Understanding OOP and its four pillars

julio hernandez
2 min readJun 25, 2021

Abstraction

Abstraction is the concept of object-oriented programming that “shows” only essential attributes and “hides” unnecessary information. The main purpose of abstraction is hiding the unnecessary details from the users. Abstraction is selecting data from a larger pool to show only relevant details of the object to the user. It helps in reducing programming complexity and efforts. It is one of the most important concepts of OOPs.

Inheritance

Inheritance is a way to reuse code. the class which inherited from, it called the base class(super class), and the class which inherits the code from the base class is called a derived class(sub class). A derived class can use all the functions which are defined in the base class and it can have additional properties or methods.

The ability of creating a new class from an existing class.

Polymorphism

Polymorphism gives us a way to use a class exactly like its parent so there is no confusion with mixing types. This being said, each child sub-class keeps its own functions/methods as they are. If we had a superclass called Mammal that has a method called mammalSound(). The sub-classes of Mammals could be Dogs, whales, elephants, and horses.
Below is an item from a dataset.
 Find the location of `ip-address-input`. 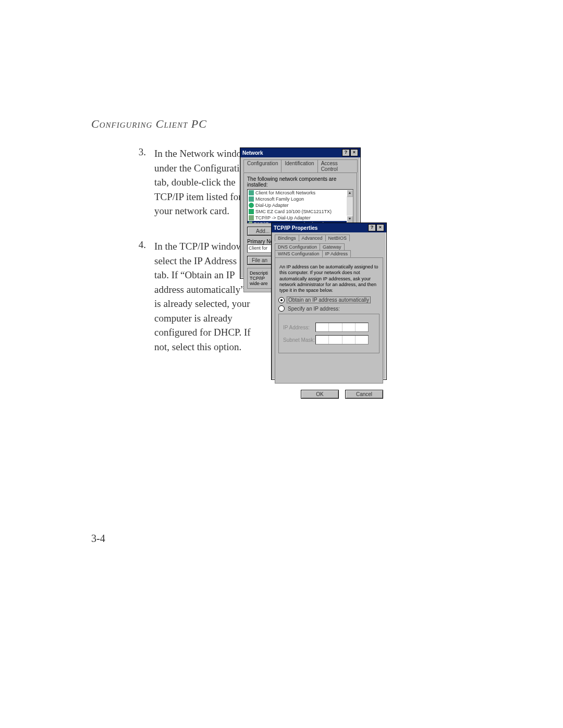

ip-address-input is located at coordinates (342, 327).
Each of these would have their own iteration of a mammal sound (dog-barks, whale-clicks).

Encapsulation

Encapsulation is the concept of associating attributes and methods to an object through a class. When defining a class, we can set certain attributes that any instance of this class will possess. When the makers of Java created Vectors, for instance, they assigned them the attributes capacityIncrement, elementCount, and elementData. When we use a Vector, we can assign it a capacityIncrement and know that, when capacity is reached, the Vector’s capacity will grow by that amount. If we wanted to know the current capacity of our Vector, we could use capacity(), a method that has been encapsulated in the class. Encapsulation represents the idea that these attributes and methods are “inside” of our classes — they are a part of them.